How do I delete airflow logs?

To clean up scheduler log files I do delete them manually two times in a week to avoid the risk of logs deleted which needs to be required for some reasons. I clean the logs files by [sudo rm -rd airflow/logs/] command.

Where are airflow scheduler logs stored?

If you run Airflow locally, logging information will be accessible in the following locations: Scheduler logs are printed to the console and accessible in $AIRFLOW_HOME/logs/scheduler . Webserver and Triggerer logs are printed to the console. Task logs can be viewed either in the Airflow UI or at $AIRFLOW_HOME/logs/ .

How do I view airflow scheduler logs?

You can also view the logs in the Airflow web interface. Streaming logs: These logs are a superset of the logs in Airflow. To access streaming logs, you can go to the logs tab of Environment details page in Google Cloud console, use the Cloud Logging, or use Cloud Monitoring. Logging and Monitoring quotas apply.

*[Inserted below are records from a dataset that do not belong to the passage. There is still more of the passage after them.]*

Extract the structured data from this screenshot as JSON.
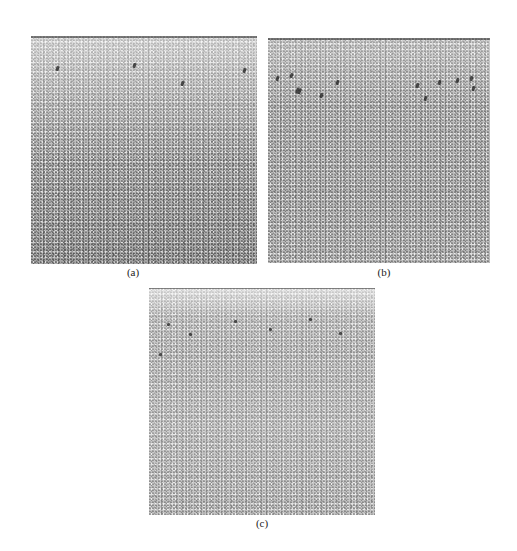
{
  "figure": {
    "panels": [
      {
        "id": "a",
        "label": "(a)",
        "description": "grayscale micrograph, lighter top region with scattered dark marks"
      },
      {
        "id": "b",
        "label": "(b)",
        "description": "grayscale micrograph, row of dark marks near top"
      },
      {
        "id": "c",
        "label": "(c)",
        "description": "grayscale micrograph, lighter overall with band of marks near top"
      }
    ]
  },
  "colors": {
    "background": "#ffffff",
    "texture_mid": "#b4b4b4",
    "label_text": "#222222"
  }
}
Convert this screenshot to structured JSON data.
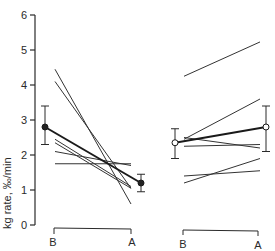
{
  "chart_data": {
    "type": "line",
    "title": "",
    "ylabel": "kg rate, ‰/min",
    "xlabel": "",
    "ylim": [
      0,
      6
    ],
    "yticks": [
      0,
      1,
      2,
      3,
      4,
      5,
      6
    ],
    "grid": false,
    "legend": null,
    "panels": [
      {
        "name": "left",
        "categories": [
          "B",
          "A"
        ],
        "individual_series": [
          {
            "values": [
              4.45,
              0.6
            ]
          },
          {
            "values": [
              4.1,
              1.05
            ]
          },
          {
            "values": [
              2.45,
              1.1
            ]
          },
          {
            "values": [
              2.35,
              1.05
            ]
          },
          {
            "values": [
              2.1,
              1.7
            ]
          },
          {
            "values": [
              1.75,
              1.75
            ]
          }
        ],
        "mean": {
          "values": [
            2.8,
            1.2
          ],
          "error_low": [
            2.3,
            0.95
          ],
          "error_high": [
            3.4,
            1.45
          ],
          "marker": "filled-circle"
        }
      },
      {
        "name": "right",
        "categories": [
          "B",
          "A"
        ],
        "individual_series": [
          {
            "values": [
              4.25,
              5.23
            ]
          },
          {
            "values": [
              2.45,
              3.6
            ]
          },
          {
            "values": [
              2.5,
              2.2
            ]
          },
          {
            "values": [
              2.25,
              2.3
            ]
          },
          {
            "values": [
              1.4,
              1.55
            ]
          },
          {
            "values": [
              1.2,
              1.9
            ]
          }
        ],
        "mean": {
          "values": [
            2.35,
            2.8
          ],
          "error_low": [
            1.9,
            2.1
          ],
          "error_high": [
            2.75,
            3.4
          ],
          "marker": "open-circle"
        }
      }
    ]
  },
  "labels": {
    "ylabel": "kg rate, ‰/min",
    "ytick": [
      "0",
      "1",
      "2",
      "3",
      "4",
      "5",
      "6"
    ],
    "left_b": "B",
    "left_a": "A",
    "right_b": "B",
    "right_a": "A"
  }
}
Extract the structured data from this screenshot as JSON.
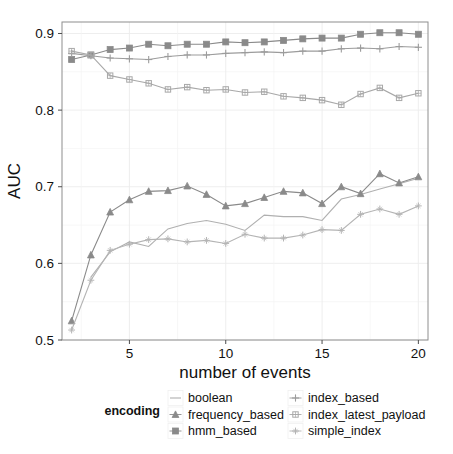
{
  "chart_data": {
    "type": "line",
    "title": "",
    "xlabel": "number of events",
    "ylabel": "AUC",
    "xlim": [
      1.5,
      20.5
    ],
    "ylim": [
      0.5,
      0.915
    ],
    "xticks": [
      5,
      10,
      15,
      20
    ],
    "yticks": [
      0.5,
      0.6,
      0.7,
      0.8,
      0.9
    ],
    "ytick_labels": [
      "0.5",
      "0.6",
      "0.7",
      "0.8",
      "0.9"
    ],
    "xtick_labels": [
      "5",
      "10",
      "15",
      "20"
    ],
    "grid": true,
    "legend_position": "bottom",
    "legend_title": "encoding",
    "x": [
      2,
      3,
      4,
      5,
      6,
      7,
      8,
      9,
      10,
      11,
      12,
      13,
      14,
      15,
      16,
      17,
      18,
      19,
      20
    ],
    "series": [
      {
        "name": "boolean",
        "marker": "none",
        "color": "#b0b0b0",
        "x": [
          3,
          4,
          5,
          6,
          7,
          8,
          9,
          10,
          11,
          12,
          13,
          14,
          15,
          16,
          17,
          18,
          19,
          20
        ],
        "values": [
          0.582,
          0.615,
          0.628,
          0.622,
          0.645,
          0.652,
          0.656,
          0.651,
          0.643,
          0.663,
          0.661,
          0.661,
          0.656,
          0.684,
          0.69,
          0.697,
          0.704,
          0.711
        ]
      },
      {
        "name": "frequency_based",
        "marker": "triangle",
        "color": "#8a8a8a",
        "x": [
          2,
          3,
          4,
          5,
          6,
          7,
          8,
          9,
          10,
          11,
          12,
          13,
          14,
          15,
          16,
          17,
          18,
          19,
          20
        ],
        "values": [
          0.525,
          0.611,
          0.667,
          0.683,
          0.694,
          0.695,
          0.701,
          0.69,
          0.675,
          0.678,
          0.686,
          0.694,
          0.692,
          0.678,
          0.7,
          0.691,
          0.717,
          0.705,
          0.713
        ]
      },
      {
        "name": "hmm_based",
        "marker": "square-filled",
        "color": "#8a8a8a",
        "x": [
          2,
          3,
          4,
          5,
          6,
          7,
          8,
          9,
          10,
          11,
          12,
          13,
          14,
          15,
          16,
          17,
          18,
          19,
          20
        ],
        "values": [
          0.866,
          0.872,
          0.879,
          0.881,
          0.886,
          0.884,
          0.886,
          0.886,
          0.889,
          0.888,
          0.889,
          0.891,
          0.893,
          0.894,
          0.894,
          0.899,
          0.901,
          0.901,
          0.899
        ]
      },
      {
        "name": "index_based",
        "marker": "plus",
        "color": "#9c9c9c",
        "x": [
          2,
          3,
          4,
          5,
          6,
          7,
          8,
          9,
          10,
          11,
          12,
          13,
          14,
          15,
          16,
          17,
          18,
          19,
          20
        ],
        "values": [
          0.874,
          0.871,
          0.868,
          0.867,
          0.866,
          0.87,
          0.872,
          0.872,
          0.874,
          0.875,
          0.876,
          0.875,
          0.877,
          0.877,
          0.88,
          0.881,
          0.88,
          0.883,
          0.882
        ]
      },
      {
        "name": "index_latest_payload",
        "marker": "square-open",
        "color": "#a8a8a8",
        "x": [
          2,
          3,
          4,
          5,
          6,
          7,
          8,
          9,
          10,
          11,
          12,
          13,
          14,
          15,
          16,
          17,
          18,
          19,
          20
        ],
        "values": [
          0.877,
          0.872,
          0.845,
          0.84,
          0.835,
          0.827,
          0.83,
          0.826,
          0.827,
          0.823,
          0.824,
          0.818,
          0.816,
          0.813,
          0.807,
          0.821,
          0.829,
          0.816,
          0.822
        ]
      },
      {
        "name": "simple_index",
        "marker": "cross",
        "color": "#b4b4b4",
        "x": [
          2,
          3,
          4,
          5,
          6,
          7,
          8,
          9,
          10,
          11,
          12,
          13,
          14,
          15,
          16,
          17,
          18,
          19,
          20
        ],
        "values": [
          0.513,
          0.578,
          0.617,
          0.625,
          0.631,
          0.632,
          0.628,
          0.63,
          0.626,
          0.638,
          0.633,
          0.633,
          0.637,
          0.644,
          0.643,
          0.664,
          0.671,
          0.664,
          0.675
        ]
      }
    ]
  },
  "legend": {
    "title": "encoding",
    "columns": [
      [
        {
          "label": "boolean",
          "key": "line"
        },
        {
          "label": "frequency_based",
          "key": "triangle"
        },
        {
          "label": "hmm_based",
          "key": "square-filled"
        }
      ],
      [
        {
          "label": "index_based",
          "key": "plus"
        },
        {
          "label": "index_latest_payload",
          "key": "square-open"
        },
        {
          "label": "simple_index",
          "key": "cross"
        }
      ]
    ]
  }
}
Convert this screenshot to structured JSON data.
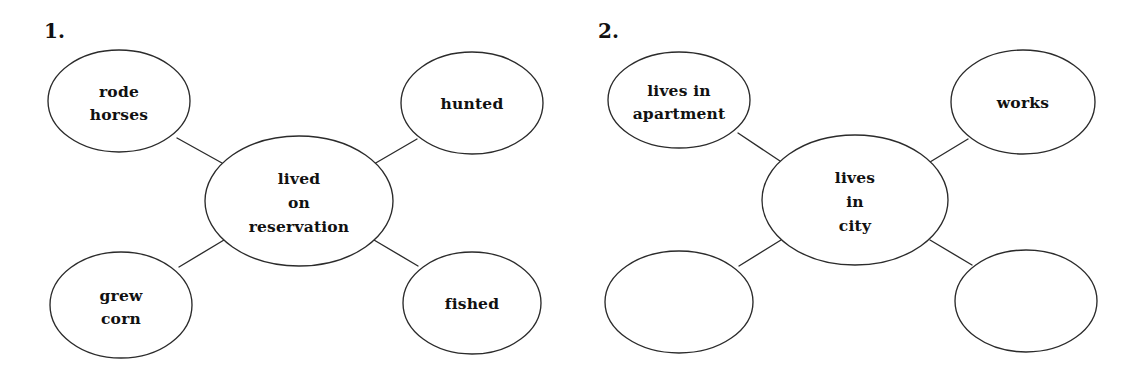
{
  "page": {
    "background_color": "#ffffff",
    "ink_color": "#2b2b2b",
    "text_color": "#111111"
  },
  "diagrams": [
    {
      "number_label": "1.",
      "center": {
        "label_lines": [
          "lived",
          "on",
          "reservation"
        ],
        "cx": 299,
        "cy": 201,
        "rx": 94,
        "ry": 65
      },
      "nodes": [
        {
          "position": "top-left",
          "label_lines": [
            "rode",
            "horses"
          ],
          "cx": 119,
          "cy": 101,
          "rx": 71,
          "ry": 51,
          "empty": false
        },
        {
          "position": "top-right",
          "label_lines": [
            "hunted"
          ],
          "cx": 472,
          "cy": 103,
          "rx": 71,
          "ry": 51,
          "empty": false
        },
        {
          "position": "bottom-left",
          "label_lines": [
            "grew",
            "corn"
          ],
          "cx": 121,
          "cy": 305,
          "rx": 71,
          "ry": 53,
          "empty": false
        },
        {
          "position": "bottom-right",
          "label_lines": [
            "fished"
          ],
          "cx": 472,
          "cy": 303,
          "rx": 69,
          "ry": 51,
          "empty": false
        }
      ],
      "connectors": [
        {
          "from": "top-left",
          "x1": 177,
          "y1": 138,
          "x2": 222,
          "y2": 163
        },
        {
          "from": "top-right",
          "x1": 417,
          "y1": 139,
          "x2": 374,
          "y2": 164
        },
        {
          "from": "bottom-left",
          "x1": 179,
          "y1": 267,
          "x2": 224,
          "y2": 240
        },
        {
          "from": "bottom-right",
          "x1": 418,
          "y1": 266,
          "x2": 374,
          "y2": 240
        }
      ]
    },
    {
      "number_label": "2.",
      "center": {
        "label_lines": [
          "lives",
          "in",
          "city"
        ],
        "cx": 855,
        "cy": 200,
        "rx": 93,
        "ry": 65
      },
      "nodes": [
        {
          "position": "top-left",
          "label_lines": [
            "lives in",
            "apartment"
          ],
          "cx": 679,
          "cy": 100,
          "rx": 71,
          "ry": 48,
          "empty": false
        },
        {
          "position": "top-right",
          "label_lines": [
            "works"
          ],
          "cx": 1023,
          "cy": 102,
          "rx": 72,
          "ry": 52,
          "empty": false
        },
        {
          "position": "bottom-left",
          "label_lines": [],
          "cx": 679,
          "cy": 302,
          "rx": 74,
          "ry": 51,
          "empty": true
        },
        {
          "position": "bottom-right",
          "label_lines": [],
          "cx": 1026,
          "cy": 301,
          "rx": 71,
          "ry": 51,
          "empty": true
        }
      ],
      "connectors": [
        {
          "from": "top-left",
          "x1": 738,
          "y1": 133,
          "x2": 780,
          "y2": 161
        },
        {
          "from": "top-right",
          "x1": 968,
          "y1": 139,
          "x2": 930,
          "y2": 162
        },
        {
          "from": "bottom-left",
          "x1": 739,
          "y1": 266,
          "x2": 781,
          "y2": 240
        },
        {
          "from": "bottom-right",
          "x1": 972,
          "y1": 265,
          "x2": 930,
          "y2": 240
        }
      ]
    }
  ],
  "numbers": {
    "first": "1.",
    "second": "2."
  },
  "number_positions": [
    {
      "x": 44,
      "y": 38
    },
    {
      "x": 598,
      "y": 38
    }
  ]
}
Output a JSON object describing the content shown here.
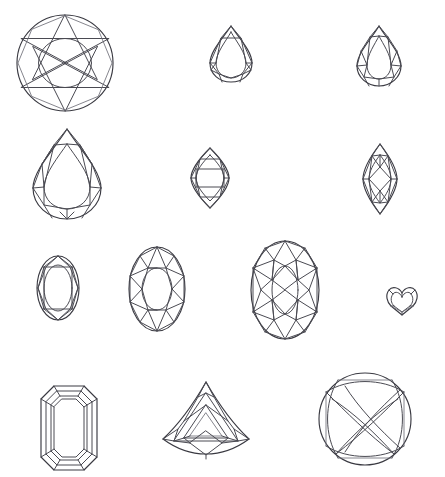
{
  "page": {
    "background_color": "#ffffff",
    "line_color": "#4a4a52",
    "outline_color": "#3a3a42",
    "width": 445,
    "height": 477,
    "watermark_text": ""
  },
  "grid": {
    "rows": 4,
    "columns": 4,
    "note": "Line-art diagrams of faceted gemstone cuts, plan view"
  },
  "gems": [
    {
      "id": "round-brilliant",
      "label": "Round Brilliant",
      "row": 1,
      "column": 1,
      "x": 16,
      "y": 13,
      "width": 98,
      "height": 100,
      "outline": "circle",
      "facet_style": "star-brilliant"
    },
    {
      "id": "pear-small",
      "label": "Pear",
      "row": 1,
      "column": 2,
      "x": 209,
      "y": 25,
      "width": 44,
      "height": 58,
      "outline": "pear",
      "facet_style": "simple-brilliant"
    },
    {
      "id": "pear-medium",
      "label": "Pear Modified",
      "row": 1,
      "column": 3,
      "x": 356,
      "y": 25,
      "width": 46,
      "height": 62,
      "outline": "pear",
      "facet_style": "full-brilliant"
    },
    {
      "id": "pear-large",
      "label": "Pear Large",
      "row": 2,
      "column": 1,
      "x": 32,
      "y": 128,
      "width": 70,
      "height": 92,
      "outline": "pear",
      "facet_style": "full-brilliant"
    },
    {
      "id": "marquise-wide",
      "label": "Marquise",
      "row": 2,
      "column": 2,
      "x": 190,
      "y": 147,
      "width": 40,
      "height": 62,
      "outline": "marquise",
      "facet_style": "step-brilliant"
    },
    {
      "id": "marquise-narrow",
      "label": "Marquise Narrow",
      "row": 2,
      "column": 3,
      "x": 362,
      "y": 143,
      "width": 36,
      "height": 72,
      "outline": "marquise",
      "facet_style": "full-brilliant"
    },
    {
      "id": "oval-small",
      "label": "Oval",
      "row": 3,
      "column": 1,
      "x": 36,
      "y": 255,
      "width": 44,
      "height": 66,
      "outline": "oval",
      "facet_style": "simple-brilliant"
    },
    {
      "id": "oval-medium",
      "label": "Oval Brilliant",
      "row": 3,
      "column": 2,
      "x": 128,
      "y": 246,
      "width": 58,
      "height": 86,
      "outline": "oval",
      "facet_style": "full-brilliant"
    },
    {
      "id": "oval-large",
      "label": "Oval Large",
      "row": 3,
      "column": 3,
      "x": 250,
      "y": 240,
      "width": 70,
      "height": 100,
      "outline": "oval",
      "facet_style": "crossed-brilliant"
    },
    {
      "id": "heart",
      "label": "Heart",
      "row": 3,
      "column": 4,
      "x": 385,
      "y": 286,
      "width": 34,
      "height": 30,
      "outline": "heart",
      "facet_style": "simple-brilliant"
    },
    {
      "id": "emerald-cut",
      "label": "Emerald Cut",
      "row": 4,
      "column": 1,
      "x": 40,
      "y": 385,
      "width": 58,
      "height": 86,
      "outline": "octagon",
      "facet_style": "step-cut"
    },
    {
      "id": "trillion",
      "label": "Trillion",
      "row": 4,
      "column": 2,
      "x": 160,
      "y": 381,
      "width": 92,
      "height": 80,
      "outline": "triangle-rounded",
      "facet_style": "trillion-brilliant"
    },
    {
      "id": "cushion-round",
      "label": "Round Cushion",
      "row": 4,
      "column": 3,
      "x": 318,
      "y": 372,
      "width": 94,
      "height": 94,
      "outline": "circle",
      "facet_style": "crosshatch-brilliant"
    }
  ]
}
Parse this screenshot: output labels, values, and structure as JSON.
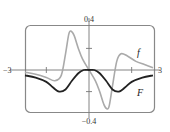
{
  "chart_data": {
    "type": "line",
    "title": "",
    "xlabel": "",
    "ylabel": "",
    "xlim": [
      -3,
      3
    ],
    "ylim": [
      -0.4,
      0.4
    ],
    "x_tick_labels": [
      "-3",
      "3"
    ],
    "y_tick_labels": [
      "0.4",
      "-0.4"
    ],
    "x_ticks": [
      -2,
      2
    ],
    "y_ticks": [
      0.2,
      -0.2
    ],
    "grid": false,
    "legend": "inline labels",
    "series": [
      {
        "name": "f",
        "color": "#aaaaaa",
        "x": [
          -3,
          -2.5,
          -2,
          -1.6,
          -1.3,
          -1.1,
          -0.95,
          -0.85,
          -0.7,
          -0.5,
          -0.3,
          0,
          0.3,
          0.5,
          0.7,
          0.85,
          0.95,
          1.1,
          1.3,
          1.5,
          1.8,
          2.2,
          2.6,
          3
        ],
        "values": [
          -0.02,
          -0.04,
          -0.07,
          -0.1,
          -0.05,
          0.15,
          0.33,
          0.36,
          0.32,
          0.2,
          0.1,
          0,
          -0.1,
          -0.2,
          -0.32,
          -0.36,
          -0.33,
          -0.15,
          0.08,
          0.15,
          0.13,
          0.08,
          0.05,
          0.02
        ]
      },
      {
        "name": "F",
        "color": "#222222",
        "x": [
          -3,
          -2.5,
          -2,
          -1.7,
          -1.4,
          -1.1,
          -0.8,
          -0.5,
          -0.25,
          0,
          0.25,
          0.5,
          0.8,
          1.1,
          1.4,
          1.7,
          2,
          2.5,
          3
        ],
        "values": [
          -0.05,
          -0.07,
          -0.11,
          -0.16,
          -0.2,
          -0.18,
          -0.1,
          -0.03,
          0,
          0,
          0,
          -0.03,
          -0.1,
          -0.18,
          -0.2,
          -0.16,
          -0.11,
          -0.07,
          -0.05
        ]
      }
    ],
    "annotations": [
      {
        "text": "f",
        "near_series": "f"
      },
      {
        "text": "F",
        "near_series": "F"
      }
    ]
  },
  "labels": {
    "y_top": "0.4",
    "y_bottom": "−0.4",
    "x_left": "−3",
    "x_right": "3",
    "f": "f",
    "F": "F"
  }
}
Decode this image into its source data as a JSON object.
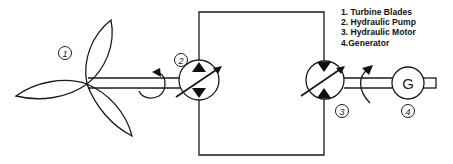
{
  "diagram": {
    "components": [
      {
        "id": "1",
        "name": "Turbine Blades"
      },
      {
        "id": "2",
        "name": "Hydraulic Pump"
      },
      {
        "id": "3",
        "name": "Hydraulic Motor"
      },
      {
        "id": "4",
        "name": "Generator"
      }
    ],
    "labels": {
      "c1": "1",
      "c2": "2",
      "c3": "3",
      "c4": "4"
    },
    "generator_symbol": "G",
    "legend": [
      "1. Turbine Blades",
      "2. Hydraulic Pump",
      "3. Hydraulic Motor",
      "4.Generator"
    ],
    "colors": {
      "line": "#1a1a1a",
      "background": "#ffffff"
    }
  }
}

What is airflow scheduler?

The Airflow scheduler is designed to run as a persistent service in an Airflow production environment. To kick it off, all you need to do is execute the airflow scheduler command. It uses the configuration specified in airflow. cfg . The scheduler uses the configured Executor to run tasks that are ready.


2 Answers

Inspired by this reply, I have added the airflow-log-cleanup.py DAG (with some changes to its parameters) from here to remove all old airflow logs, including scheduler logs.

My changes are minor except that given my EC2's disk size (7.7G for /dev/xvda1), 30 days default value for DEFAULT_MAX_LOG_AGE_IN_DAYS seemed too large so (I had 4 DAGs) I changed it to 14 days, but feel free to adjust it according to your environment:

DEFAULT_MAX_LOG_AGE_IN_DAYS = Variable.get("max_log_age_in_days", 30) changed to DEFAULT_MAX_LOG_AGE_IN_DAYS = Variable.get("max_log_age_in_days", 14)

like image 158
HaMi Avatar answered Sep 17 '22 15:09

HaMi


Following could be one option to resolve this issue.

Login to the docker container using following mechanism

#>docker exec -it <name-or-id-of-container> sh

While running above command make sure - container is running.

and then use cron jobs to configure scheduled rm command on those log files.